I love the Lynn Armory and the contribution to the architectural treasure trove that it makes to South Common Street. Driving down the Common sometimes gives you the feel of skirting the Himalayas with church spires and the armory’s imposing turret looming about you.
I would love to know how many bricks are in the armory and its garage and I am grateful to Lynn Housing Authority & Neighborhood Development Planning and Development Manager Jeff Weeden for giving me a top-to-bottom tour of the massive building.
Built to last, the armory is the consummate survivor. It has managed to fend off decades of ideas aimed at changing its use and even razing the armory.
The armory lost its military connection in 2006 when the Massachusetts National Guard announced that Battery C, 1st Battalion, 102 Field Artillery, would be deactivated as part of a Guard reorganization.
Units of the 102nd as well as the 101st Field Artillery and Guard engineers called the armory home and traced their history in Massachusetts to pre-Revolutionary War times.
The armory received an attaboy from the state Legislature in 1986 when a House of Representatives study generally critical of armory operations across the state praised the Lynn Armory as one of the most cost-effective buildings in the Massachusetts Guard.
The study also offered a short-lived suggestion to build a new Lynn Armory and transfer Guard troops in Salem, left without a local armory following a fire, to Lynn.
Built in 1894, the Lynn Armory is the oldest in the state next to the Worcester Armory built in 1892. Its planned rebirth as veterans housing is the greatest but only the latest suggestion for making use of the armory.
A suggestion to turn the brick and stone behemoth into a youth center went nowhere 20 years ago and the armory was even up for sale in 1967 for $500,000.
The now-extinct Lynn Redevelopment Authority went on the record then with a plan to buy the armory and the adjacent garage built in 1949, tear down the building, and put high-rise apartments on the South Common site.
The sale proposal dovetailed with the notion of building a new armory in Lynn at a time when the Guard was expanding against the backdrop of the Vietnam War.
The redevelopment authority went as far as to solicit appraisals for the armory even as local opinion on demolishing the building grew negative. Someone in the know said demolition talk didn’t prevent the armory from hosting wrestling matches and even concerts.
Fire damaged the armory’s second floor in 1964 and, in 1938, the Works Progress Administration brought in “10 artisans” and, later, 24 to create new doorways and ramps for trucks and artillery pieces moving in and out of the armory.
“Gangsters seeking arms” — to quote a Daily Evening Item article — managed to break into the armory on New Years Day 1932 and steal 20 .45-caliber handguns. The thieves somehow twisted an iron grating mounted over a basement window and broke the window to get into the armory.
The 1930s were tough for the armory, with state legislators branding the building a “fire trap” in 1930 and Army officers calling it unsanitary.
Perhaps the most enduring description of the armory was published in The Item in 1919: “It is a beautiful structure, but this fact is never impressed upon anyone until the building is closely inspected.”
My most enduring memory of the armory stretches back more than 20 years to the day I covered a ceremony for troops freshly returned from peacekeeping duties in war-ravaged Bosnia.
One of the Guard members told me how his father and fellow soldiers in the last days of World War II in Europe advanced on a rail yard. As a new day dawned, they spotted movement in a line of boxcars on a rail siding and took cover, anticipating a German attack. They gradually made their way across the yard to the boxcars and discovered they were packed with people. Almost all of them were dead except for a handful who were struggling to free themselves from the cars.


*PROBLEM DESCRIPTION*
Here are some records. Copy each one exactly.

*SOURCE MATERIAL*
· · · ·

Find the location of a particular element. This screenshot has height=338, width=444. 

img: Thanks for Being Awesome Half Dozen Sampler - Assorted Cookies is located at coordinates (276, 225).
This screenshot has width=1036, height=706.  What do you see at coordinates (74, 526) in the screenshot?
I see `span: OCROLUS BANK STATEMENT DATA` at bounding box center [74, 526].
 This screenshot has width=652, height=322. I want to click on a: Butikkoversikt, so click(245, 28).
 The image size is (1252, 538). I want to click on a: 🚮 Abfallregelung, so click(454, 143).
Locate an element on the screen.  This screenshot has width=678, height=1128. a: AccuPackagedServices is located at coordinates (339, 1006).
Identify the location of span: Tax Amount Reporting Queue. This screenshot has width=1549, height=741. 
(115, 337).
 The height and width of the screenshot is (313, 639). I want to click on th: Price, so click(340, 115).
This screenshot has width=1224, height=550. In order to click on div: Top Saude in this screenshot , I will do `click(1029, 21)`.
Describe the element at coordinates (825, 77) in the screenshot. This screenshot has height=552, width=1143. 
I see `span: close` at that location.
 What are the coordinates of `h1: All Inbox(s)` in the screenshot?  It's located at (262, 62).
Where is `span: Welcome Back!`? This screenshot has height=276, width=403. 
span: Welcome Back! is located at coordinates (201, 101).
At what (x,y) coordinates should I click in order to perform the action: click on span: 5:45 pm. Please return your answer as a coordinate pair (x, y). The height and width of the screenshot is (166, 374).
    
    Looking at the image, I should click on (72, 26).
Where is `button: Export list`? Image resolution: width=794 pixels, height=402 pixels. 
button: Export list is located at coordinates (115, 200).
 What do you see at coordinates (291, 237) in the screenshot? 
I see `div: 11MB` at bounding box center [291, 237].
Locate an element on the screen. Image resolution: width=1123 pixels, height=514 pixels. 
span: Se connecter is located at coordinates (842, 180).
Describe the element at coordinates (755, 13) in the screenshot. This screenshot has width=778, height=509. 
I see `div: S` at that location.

· · · ·

*EXERCISE OUTPUT*
Find the location of a particular element. This screenshot has height=338, width=444. 

img: Thanks for Being Awesome Half Dozen Sampler - Assorted Cookies is located at coordinates (276, 225).
This screenshot has width=1036, height=706.  What do you see at coordinates (74, 526) in the screenshot?
I see `span: OCROLUS BANK STATEMENT DATA` at bounding box center [74, 526].
 This screenshot has width=652, height=322. I want to click on a: Butikkoversikt, so click(245, 28).
 The image size is (1252, 538). I want to click on a: 🚮 Abfallregelung, so click(454, 143).
Locate an element on the screen.  This screenshot has width=678, height=1128. a: AccuPackagedServices is located at coordinates (339, 1006).
Identify the location of span: Tax Amount Reporting Queue. This screenshot has width=1549, height=741. 
(115, 337).
 The height and width of the screenshot is (313, 639). I want to click on th: Price, so click(340, 115).
This screenshot has width=1224, height=550. In order to click on div: Top Saude in this screenshot , I will do `click(1029, 21)`.
Describe the element at coordinates (825, 77) in the screenshot. This screenshot has height=552, width=1143. 
I see `span: close` at that location.
 What are the coordinates of `h1: All Inbox(s)` in the screenshot?  It's located at (262, 62).
Where is `span: Welcome Back!`? This screenshot has height=276, width=403. 
span: Welcome Back! is located at coordinates (201, 101).
At what (x,y) coordinates should I click in order to perform the action: click on span: 5:45 pm. Please return your answer as a coordinate pair (x, y). The height and width of the screenshot is (166, 374).
    
    Looking at the image, I should click on (72, 26).
Where is `button: Export list`? Image resolution: width=794 pixels, height=402 pixels. 
button: Export list is located at coordinates (115, 200).
 What do you see at coordinates (291, 237) in the screenshot? 
I see `div: 11MB` at bounding box center [291, 237].
Locate an element on the screen. Image resolution: width=1123 pixels, height=514 pixels. 
span: Se connecter is located at coordinates (842, 180).
Describe the element at coordinates (755, 13) in the screenshot. This screenshot has width=778, height=509. 
I see `div: S` at that location.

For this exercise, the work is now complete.